Determination of methicillin-resistance in Staphylococcus aureus by agar dilution and disc diffusion methods

Abstract
Four-hundred and seventy-six isolates of Staphylococcus aureus from patients in Hong Kong were tested for methicillin-resistance by agar dilution and disc diffusion methods, using heavy inocula. With Mueller-Hinton agar incubated at 30°C for 24 h, 216 (MRSA) isolates were resistant to 8 mg/l of methicillin and grew up to the edge of a 10 μg methicillin disc, and 260 strains were susceptible to ≥ 4 mg/l methicillin and produced inhibition zones of at least 20 mm diameter. Incubation for 48 h, the addition of sodium chloride, or the use of a 5 μg disc had little effect on these results, but a significant number of MRSA strains produced inhibition zones when disc diffusion tests were incubated at 35°C, and many sensitive strains showed scanty growth on salt-containing agar at high methicillin concentrations in agar dilution tests. Iso-Sensitest agar did not appear to support the growth of the minority resistant populations of MRSA unless supplemented with menadione and thiamine, and even with supplemented Iso-Sensitest medium a few presumptively resistant strains appeared methicillin-sensitive in both disc diffusion and agar dilution tests.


Exercise directions: Would you please write out each of the entries below exactly, omitting pictures?

### Data provided

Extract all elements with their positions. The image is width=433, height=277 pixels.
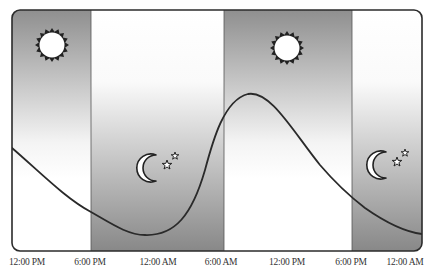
sun-icon xyxy=(35,28,69,62)
x-axis-label: 6:00 PM xyxy=(335,257,367,267)
night-panel-1 xyxy=(91,10,224,251)
x-axis-label: 12:00 AM xyxy=(386,257,423,267)
x-axis-label: 12:00 AM xyxy=(139,257,176,267)
sun-icon xyxy=(270,31,304,65)
night-panel-2 xyxy=(352,10,422,251)
x-axis-label: 6:00 PM xyxy=(74,257,106,267)
day-night-diagram xyxy=(0,0,433,277)
x-axis-label: 12:00 PM xyxy=(9,257,45,267)
x-axis-label: 12:00 PM xyxy=(269,257,305,267)
x-axis-label: 6:00 AM xyxy=(205,257,238,267)
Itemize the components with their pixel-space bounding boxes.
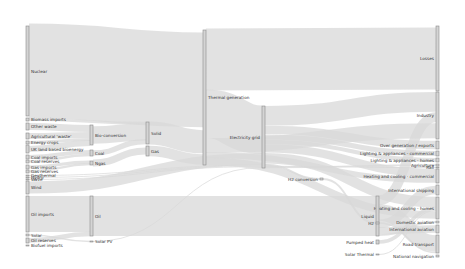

######

Solved exercise:
Extract all elements with their positions. The image is width=433, height=277 pixels.
sun-icon xyxy=(35,28,69,62)
x-axis-label: 6:00 PM xyxy=(335,257,367,267)
night-panel-1 xyxy=(91,10,224,251)
x-axis-label: 12:00 AM xyxy=(386,257,423,267)
x-axis-label: 12:00 AM xyxy=(139,257,176,267)
sun-icon xyxy=(270,31,304,65)
night-panel-2 xyxy=(352,10,422,251)
x-axis-label: 6:00 PM xyxy=(74,257,106,267)
day-night-diagram xyxy=(0,0,433,277)
x-axis-label: 12:00 PM xyxy=(9,257,45,267)
x-axis-label: 12:00 PM xyxy=(269,257,305,267)
x-axis-label: 6:00 AM xyxy=(205,257,238,267)
Itemize the components with their pixel-space bounding boxes.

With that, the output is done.